The staff of ‘The Immortals’ restaurant have formed a secret brotherhood of waiters immersing themselves in a glorious past and playing out the absurd rituals and customs of a bygone era of oligarchs. First performed and banned in 1978, Lo crudo, lo cocido y lo podrido can be read as a political allegory for the Chilean dictatorship (1973 – 1990).
‘In El Restorán de los Inmortales, a typical old restaurant of Santiago, in former days the meeting place for the oligarchy, three waiters (Elías Reyes, Efraín Rojas and Evaristo Romero), members of the mysterious sect, await the arrival of Don Estanislao Ossa Moya, the last surviving member of the oligarchy they had formerly served. The length of the wait is unspecified, time is occupied in ritually repeated games and rehearsals through which the waiters strive to retain perfection. When Estanislao Ossa Moya eventually appears in the doorway, he is an unrecognisable drunken wreck bearing no resemblance to the leading citizen he may have been before. Like the rest of his class, he has come to die in this, the last bastion of their golden age, and to be placed in one of the niches reserved for him. But the nature of his demise is indicative of fundamental changes taking place and heralds the end of an era. Nevertheless, while the possibility of perpetuating the old system still exists, Elías, the maître, is bound by duty to go through the ritual of initiating his successor, Efraín, to his new post. But Efraín, aware that their role is now redundant, refuses to accept the name, age, and identity he has been destined to inherit as the maître. As Elías drinks the ‘suicide wine’ as his master did before him when he, in his turn, saw new codes of behaviour that he regarded as assaults on decency and order, Efraín, in his real identity, abandons the restaurant, followed by the bewildered Evaristo.’ (Boyle 1992: 98)

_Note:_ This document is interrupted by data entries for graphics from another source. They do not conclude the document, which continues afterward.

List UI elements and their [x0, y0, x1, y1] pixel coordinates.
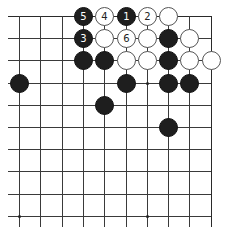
grid-line-horizontal	[8, 149, 212, 150]
move-number: 6	[123, 34, 129, 44]
black-stone	[159, 74, 178, 93]
move-number: 2	[144, 12, 150, 22]
black-stone	[159, 51, 178, 70]
grid-line-horizontal	[8, 171, 212, 172]
star-point	[18, 215, 21, 218]
white-stone	[138, 51, 157, 70]
black-stone	[117, 74, 136, 93]
black-stone	[95, 51, 114, 70]
white-stone: 4	[95, 7, 114, 26]
go-board: 541236	[0, 0, 229, 231]
grid-line-horizontal	[8, 194, 212, 195]
black-stone	[95, 96, 114, 115]
star-point	[146, 215, 149, 218]
black-stone	[159, 29, 178, 48]
grid-line-vertical	[62, 16, 63, 227]
white-stone	[95, 29, 114, 48]
black-stone	[180, 74, 199, 93]
move-number: 5	[80, 12, 86, 22]
white-stone	[180, 51, 199, 70]
grid-line-vertical	[211, 16, 212, 227]
white-stone	[138, 29, 157, 48]
star-point	[146, 82, 149, 85]
black-stone	[10, 74, 29, 93]
grid-line-horizontal	[8, 216, 212, 217]
grid-line-horizontal	[8, 127, 212, 128]
black-stone: 3	[74, 29, 93, 48]
white-stone	[159, 7, 178, 26]
white-stone: 6	[117, 29, 136, 48]
white-stone	[180, 29, 199, 48]
black-stone	[159, 118, 178, 137]
white-stone: 2	[138, 7, 157, 26]
white-stone	[117, 51, 136, 70]
white-stone	[202, 51, 221, 70]
grid-line-vertical	[40, 16, 41, 227]
black-stone	[74, 51, 93, 70]
move-number: 1	[123, 12, 129, 22]
black-stone: 5	[74, 7, 93, 26]
grid-line-vertical	[19, 16, 20, 227]
black-stone: 1	[117, 7, 136, 26]
move-number: 3	[80, 34, 86, 44]
move-number: 4	[101, 12, 107, 22]
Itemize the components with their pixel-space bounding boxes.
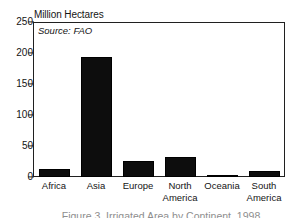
x-tick-label-north-america: North America <box>159 180 201 203</box>
chart-figure: Million Hectares Source: FAO 05010015020… <box>0 0 294 218</box>
x-axis-category-labels: AfricaAsiaEuropeNorth AmericaOceaniaSout… <box>33 180 285 210</box>
x-tick-label-europe: Europe <box>117 180 159 192</box>
chart-axis-title: Million Hectares <box>34 9 104 20</box>
x-tick-label-asia: Asia <box>75 180 117 192</box>
bar-asia[interactable] <box>81 57 112 177</box>
y-axis: 050100150200250 <box>0 0 33 218</box>
figure-caption-cutoff: Figure 3. Irrigated Area by Continent, 1… <box>36 211 286 218</box>
bars-layer <box>33 22 285 177</box>
bar-oceania[interactable] <box>207 175 238 177</box>
x-tick-label-south-america: South America <box>243 180 285 203</box>
bar-europe[interactable] <box>123 161 154 177</box>
x-tick-label-africa: Africa <box>33 180 75 192</box>
bar-south-america[interactable] <box>249 171 280 177</box>
x-tick-label-oceania: Oceania <box>201 180 243 192</box>
bar-africa[interactable] <box>39 169 70 177</box>
bar-north-america[interactable] <box>165 157 196 177</box>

In 1979 Lo crudo, lo cocido y lo podrido won shared first prize at New York’s Theater of Latin America competition. Marco Antonio de la Parra is considered to be one of Chile’s most outstanding playwrights.
Parra, Marco Antonio de la. 1983. Lo crudo, lo cocido y lo podrido. Santiago, Nascimento
Entry written by Gwendolen Mackeith. Last updated on 28 March 2012.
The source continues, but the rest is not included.